§ **Problem to solve**
All of the entries below are to be copied without any alteration.

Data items
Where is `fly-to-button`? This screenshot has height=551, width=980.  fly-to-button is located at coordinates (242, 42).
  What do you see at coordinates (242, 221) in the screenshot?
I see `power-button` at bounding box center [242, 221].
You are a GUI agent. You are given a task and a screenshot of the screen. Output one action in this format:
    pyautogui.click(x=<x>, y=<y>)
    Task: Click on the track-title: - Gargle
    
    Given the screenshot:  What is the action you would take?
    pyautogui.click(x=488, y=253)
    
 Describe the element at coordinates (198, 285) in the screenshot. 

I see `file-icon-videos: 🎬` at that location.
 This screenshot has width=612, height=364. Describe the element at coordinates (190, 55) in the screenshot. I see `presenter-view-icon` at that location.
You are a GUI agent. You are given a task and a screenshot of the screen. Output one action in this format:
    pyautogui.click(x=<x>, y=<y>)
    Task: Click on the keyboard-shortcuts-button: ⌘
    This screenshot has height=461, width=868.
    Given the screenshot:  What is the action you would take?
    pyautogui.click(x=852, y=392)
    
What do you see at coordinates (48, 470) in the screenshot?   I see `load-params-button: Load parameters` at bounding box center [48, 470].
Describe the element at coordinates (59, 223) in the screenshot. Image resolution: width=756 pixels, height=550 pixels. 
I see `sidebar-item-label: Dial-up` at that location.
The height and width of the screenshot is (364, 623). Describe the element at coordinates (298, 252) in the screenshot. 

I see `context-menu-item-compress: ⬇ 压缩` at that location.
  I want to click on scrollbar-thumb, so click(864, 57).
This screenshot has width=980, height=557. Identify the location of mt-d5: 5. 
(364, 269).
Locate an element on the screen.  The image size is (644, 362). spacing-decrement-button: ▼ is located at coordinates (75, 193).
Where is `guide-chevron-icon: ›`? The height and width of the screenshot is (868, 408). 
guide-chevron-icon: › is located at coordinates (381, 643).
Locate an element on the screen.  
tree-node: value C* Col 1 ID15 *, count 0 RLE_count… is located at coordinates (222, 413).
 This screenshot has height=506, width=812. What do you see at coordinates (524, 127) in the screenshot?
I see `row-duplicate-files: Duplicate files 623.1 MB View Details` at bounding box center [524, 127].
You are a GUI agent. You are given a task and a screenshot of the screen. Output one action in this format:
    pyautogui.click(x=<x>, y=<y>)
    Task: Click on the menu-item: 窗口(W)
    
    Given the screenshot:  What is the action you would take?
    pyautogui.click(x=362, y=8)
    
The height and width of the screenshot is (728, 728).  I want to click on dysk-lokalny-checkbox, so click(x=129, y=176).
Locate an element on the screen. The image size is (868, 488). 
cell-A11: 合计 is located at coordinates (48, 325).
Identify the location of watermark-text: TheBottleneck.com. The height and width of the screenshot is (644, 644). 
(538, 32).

§ **Task result**
Where is `fly-to-button`? This screenshot has height=551, width=980.  fly-to-button is located at coordinates (242, 42).
  What do you see at coordinates (242, 221) in the screenshot?
I see `power-button` at bounding box center [242, 221].
You are a GUI agent. You are given a task and a screenshot of the screen. Output one action in this format:
    pyautogui.click(x=<x>, y=<y>)
    Task: Click on the track-title: - Gargle
    
    Given the screenshot:  What is the action you would take?
    pyautogui.click(x=488, y=253)
    
 Describe the element at coordinates (198, 285) in the screenshot. 

I see `file-icon-videos: 🎬` at that location.
 This screenshot has width=612, height=364. Describe the element at coordinates (190, 55) in the screenshot. I see `presenter-view-icon` at that location.
You are a GUI agent. You are given a task and a screenshot of the screen. Output one action in this format:
    pyautogui.click(x=<x>, y=<y>)
    Task: Click on the keyboard-shortcuts-button: ⌘
    This screenshot has height=461, width=868.
    Given the screenshot:  What is the action you would take?
    pyautogui.click(x=852, y=392)
    
What do you see at coordinates (48, 470) in the screenshot?   I see `load-params-button: Load parameters` at bounding box center [48, 470].
Describe the element at coordinates (59, 223) in the screenshot. Image resolution: width=756 pixels, height=550 pixels. 
I see `sidebar-item-label: Dial-up` at that location.
The height and width of the screenshot is (364, 623). Describe the element at coordinates (298, 252) in the screenshot. 

I see `context-menu-item-compress: ⬇ 压缩` at that location.
  I want to click on scrollbar-thumb, so click(864, 57).
This screenshot has width=980, height=557. Identify the location of mt-d5: 5. 
(364, 269).
Locate an element on the screen.  The image size is (644, 362). spacing-decrement-button: ▼ is located at coordinates (75, 193).
Where is `guide-chevron-icon: ›`? The height and width of the screenshot is (868, 408). 
guide-chevron-icon: › is located at coordinates (381, 643).
Locate an element on the screen.  
tree-node: value C* Col 1 ID15 *, count 0 RLE_count… is located at coordinates (222, 413).
 This screenshot has height=506, width=812. What do you see at coordinates (524, 127) in the screenshot?
I see `row-duplicate-files: Duplicate files 623.1 MB View Details` at bounding box center [524, 127].
You are a GUI agent. You are given a task and a screenshot of the screen. Output one action in this format:
    pyautogui.click(x=<x>, y=<y>)
    Task: Click on the menu-item: 窗口(W)
    
    Given the screenshot:  What is the action you would take?
    pyautogui.click(x=362, y=8)
    
The height and width of the screenshot is (728, 728).  I want to click on dysk-lokalny-checkbox, so click(x=129, y=176).
Locate an element on the screen. The image size is (868, 488). 
cell-A11: 合计 is located at coordinates (48, 325).
Identify the location of watermark-text: TheBottleneck.com. The height and width of the screenshot is (644, 644). 
(538, 32).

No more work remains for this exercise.